I have borrowed the image sprites of StackOverflow for a demonstration; the actual images used are not unique, the technique would work just as well with any images. This was the watermark I used:
And this is the result image, after merging with the base:
Now, even though we have the exact watermark image used, there's no way to recover what was underneath that star in the original image. Through image processing operations, we could almost remove the star from the result, but there's not enough data to tell us what used to be underneath: - that information got erased in the merge at the beginning.
We could guess what used to be there, but then we're not doing recovery any more, we're interpreting the image and guessing what possibly could have been there - and that's pretty hard, even for a human; computers are really bad at that. This is the original image, before I watermarked it - I bet you were expecting something slightly different, no?
The watermark is almost certainly part of the image. (The only case in which it wouldn't be is something like PDF or SVG, where it could be a separate vector element.)
Watermarks are typically present on images for purposes of managing intellectual property; if one has licensed an image for a particular use, typically one will receive access to a version of the image without a watermark. Thus wanting to "remove watermarks" is also likely to be treated as highly suspicious.
Watermarks are part of the image, there isn't going to be a magic way to remove them and recover the missing pixels in any tool.
Take a look at the source! Most or the current watermarking is done in php as an automated script. In most cases you will see the base picture in source

Generating icons for iPhone UITabBar

I’ve been busy working on the graphics for my iPhone application. I started working on generating icons for my UITabBar and ran into lots of problems. How do you create these icons?
I created this solution:
http://www.nailrails.com/?p=46
Are there any shortcomings to this approach? It seemed to work for the few icons I created...
Apple's guidelines can be found at http://developer.apple.com/library/ios/#documentation/UserExperience/Conceptual/MobileHIG/IconsImages/IconsImages.html#//apple_ref/doc/uid/TP40006556-CH14-SW1
The docs are pretty straightforward-- alpha is all that matters when the image gets loaded by the toolbar, meaning that anything that's not at least semitransparent will render in the same opaque shade. As for how I do that, I mainly use Adobe tools. Fireworks is my preferred tool but Photoshop's also more than up to it. Another one I've had good results with is Acorn, which is frankly a lot cheaper while being more than sophisticated enough for this kind of work. I'm not really a graphic designer but a certain familiarity with this kind of stuff goes with the job.

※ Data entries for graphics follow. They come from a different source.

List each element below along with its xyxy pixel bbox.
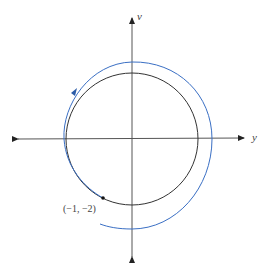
phase-plane-diagram: v y (−1, −2) [0, 0, 272, 268]
point-label: (−1, −2) [63, 203, 96, 215]
horizontal-axis-label: y [251, 131, 257, 143]
vertical-axis-label: v [137, 10, 142, 22]
horizontal-axis [18, 138, 244, 139]
initial-point [101, 196, 105, 200]
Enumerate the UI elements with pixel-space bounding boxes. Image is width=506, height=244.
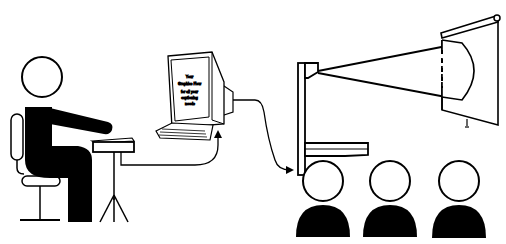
monitor-text-line2: Graphics Flow: [178, 82, 201, 86]
audience-member-3: [432, 161, 486, 238]
audience: [296, 161, 486, 238]
captioner-arm: [50, 108, 113, 134]
projector-light-beam: [318, 43, 462, 100]
monitor-text-line1: Your: [186, 75, 194, 79]
stenotype-machine: [92, 138, 134, 222]
cable-computer-to-projector: [233, 100, 292, 170]
projection-screen: [441, 15, 500, 127]
audience-member-1: [296, 161, 350, 237]
captioning-diagram: Your Graphics Flow for all your captioni…: [0, 0, 506, 244]
keyboard: [156, 123, 213, 140]
captioner-head: [22, 57, 62, 97]
audience-member-2: [363, 161, 417, 237]
monitor-screen: [171, 57, 209, 121]
computer: Your Graphics Flow for all your captioni…: [156, 52, 233, 140]
monitor-text-line5: needs: [185, 102, 195, 106]
monitor-text-line3: for all your: [181, 90, 199, 94]
monitor-text-line4: captioning: [181, 96, 197, 100]
captioner-figure: [11, 57, 113, 222]
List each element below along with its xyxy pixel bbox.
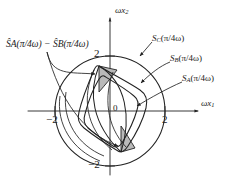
label-difference-text: ŜA(π/4ω) − ŜB(π/4ω) <box>6 39 89 49</box>
label-difference: ŜA(π/4ω) − ŜB(π/4ω) <box>6 40 89 50</box>
x-axis-label-text: ωx <box>201 98 211 108</box>
label-set-a-arg: (π/4ω) <box>190 73 213 83</box>
label-set-b-arg: (π/4ω) <box>178 53 201 63</box>
label-set-b: SB(π/4ω) <box>170 54 202 64</box>
label-set-c-arg: (π/4ω) <box>161 33 184 43</box>
x-axis-label: ωx1 <box>201 99 215 109</box>
label-set-a: SA(π/4ω) <box>182 74 214 84</box>
y-tick-label-neg2: −2 <box>88 159 100 170</box>
y-tick-label-pos2: 2 <box>94 48 100 59</box>
y-axis-label: ωx2 <box>115 6 129 16</box>
y-axis-label-text: ωx <box>115 5 125 15</box>
leader-set-c <box>140 42 152 56</box>
origin-label: 0 <box>113 104 118 113</box>
y-axis-label-sub: 2 <box>125 8 128 15</box>
x-axis-label-sub: 1 <box>211 101 214 108</box>
leader-difference-upper <box>47 52 95 74</box>
x-tick-label-pos2: 2 <box>162 114 168 125</box>
x-tick-label-neg2: −2 <box>46 114 58 125</box>
reachable-set-figure: ŜA(π/4ω) − ŜB(π/4ω) SC(π/4ω) SB(π/4ω) SA… <box>0 0 237 196</box>
label-set-c: SC(π/4ω) <box>152 34 184 44</box>
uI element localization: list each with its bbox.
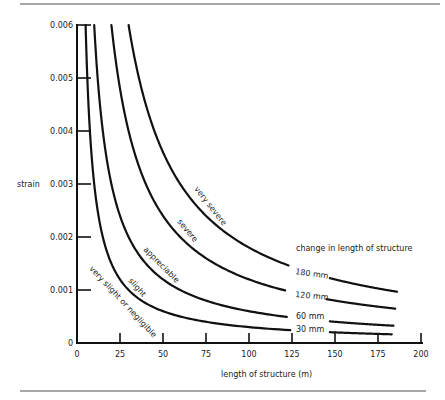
y-tick-label: 0.004	[50, 127, 73, 136]
x-tick-label: 75	[201, 350, 211, 359]
y-tick-label: 0.003	[50, 180, 73, 189]
x-tick-label: 150	[327, 350, 342, 359]
x-tick-label: 0	[74, 350, 79, 359]
curve-60mm	[94, 25, 287, 317]
curve-180mm	[129, 25, 289, 265]
y-tick-label: 0.001	[50, 286, 73, 295]
y-tick-label: 0	[68, 339, 73, 348]
zone-label-slight: slight	[127, 276, 148, 298]
curve-60mm	[330, 321, 394, 325]
y-tick-label: 0.005	[50, 74, 73, 83]
x-axis-ticks: 0255075100125150175200	[74, 333, 428, 359]
x-tick-label: 50	[158, 350, 168, 359]
y-tick-label: 0.006	[50, 21, 73, 30]
x-axis-label: length of structure (m)	[221, 370, 312, 379]
strain-vs-length-chart: 00.0010.0020.0030.0040.0050.006 02550751…	[0, 0, 445, 400]
x-tick-label: 100	[241, 350, 256, 359]
curve-120mm	[326, 299, 395, 308]
label-30mm: 30 mm	[296, 325, 325, 334]
x-tick-label: 200	[413, 350, 428, 359]
legend-title: change in length of structure	[296, 244, 413, 253]
y-tick-label: 0.002	[50, 233, 73, 242]
axes	[76, 24, 423, 343]
y-axis-label: strain	[17, 180, 40, 189]
zone-label-severe: severe	[175, 218, 199, 244]
y-axis-ticks: 00.0010.0020.0030.0040.0050.006	[50, 21, 91, 348]
label-60mm: 60 mm	[296, 312, 325, 321]
x-tick-label: 25	[115, 350, 125, 359]
label-120mm: 120 mm	[295, 290, 329, 302]
curve-30mm	[330, 332, 392, 334]
curve-180mm	[330, 278, 397, 292]
x-tick-label: 125	[284, 350, 299, 359]
x-tick-label: 175	[370, 350, 385, 359]
zone-label-very-slight: very slight or negligible	[88, 264, 159, 339]
label-180mm: 180 mm	[295, 267, 330, 281]
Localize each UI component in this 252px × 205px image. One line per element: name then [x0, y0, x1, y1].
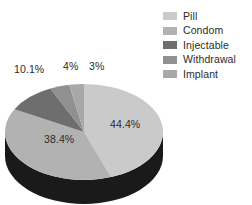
- legend-item[interactable]: Pill: [163, 9, 252, 23]
- pie-top-surface: [5, 84, 163, 180]
- slice-label-condom: 38.4%: [44, 133, 74, 145]
- slice-label-implant: 3%: [89, 60, 104, 72]
- legend-swatch-icon: [163, 27, 177, 35]
- slice-label-injectable: 10.1%: [14, 63, 44, 75]
- slice-label-withdrawal: 4%: [63, 60, 78, 72]
- legend-item-label: Pill: [183, 10, 197, 23]
- legend-item[interactable]: Withdrawal: [163, 53, 252, 67]
- legend-item-label: Condom: [183, 24, 223, 37]
- pie-chart: 44.4% 38.4% 10.1% 4% 3% PillCondomInject…: [0, 0, 252, 205]
- legend-item[interactable]: Injectable: [163, 38, 252, 52]
- legend-item-label: Implant: [183, 68, 218, 81]
- legend-item[interactable]: Condom: [163, 24, 252, 38]
- legend-swatch-icon: [163, 12, 177, 20]
- chart-legend: PillCondomInjectableWithdrawalImplant: [163, 9, 252, 82]
- pie-graphic: [0, 74, 168, 205]
- legend-item-label: Injectable: [183, 39, 229, 52]
- legend-swatch-icon: [163, 70, 177, 78]
- legend-item-label: Withdrawal: [183, 53, 236, 66]
- legend-swatch-icon: [163, 41, 177, 49]
- slice-label-pill: 44.4%: [110, 118, 140, 130]
- legend-swatch-icon: [163, 56, 177, 64]
- legend-item[interactable]: Implant: [163, 67, 252, 81]
- pie-svg: [0, 74, 168, 205]
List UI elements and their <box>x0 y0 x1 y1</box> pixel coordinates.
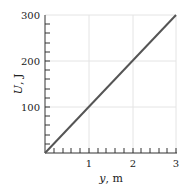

I have an article up on my site that shows how to use OmniGraffle with a template I use to create great iPhone toolbar icons in minutes:
http://steveweller.com/articles/toolbar-icons/
The template sets up a grid to work to that corresponds to one square for each pixel. You draw your icon in white on top of the black template background and then export as a PDF exactly the right area to match the icon size you need (typically 21 pixels high). Then you reimport the PDF, resize it to the final icon size (21 pixels again), and export as PNG. The template does nothing magical; it just provides an already set up working area and helps you get the final PNG right every time to the scale is correct.
You could use the same technique in Acorn or any other app that supports PDF export and layers.
(I use Gimp. Assume your icon layer already has alpha channel.)
Right click the layer, then add layer mask.
Done with option "transfer alpha channel of layer" chosen.
Select the whole layer (but not layer mask), and clear it with pure white.
Resize image to Apple-suggested size, and export it as png file.
You may also paint directly on the layer mask.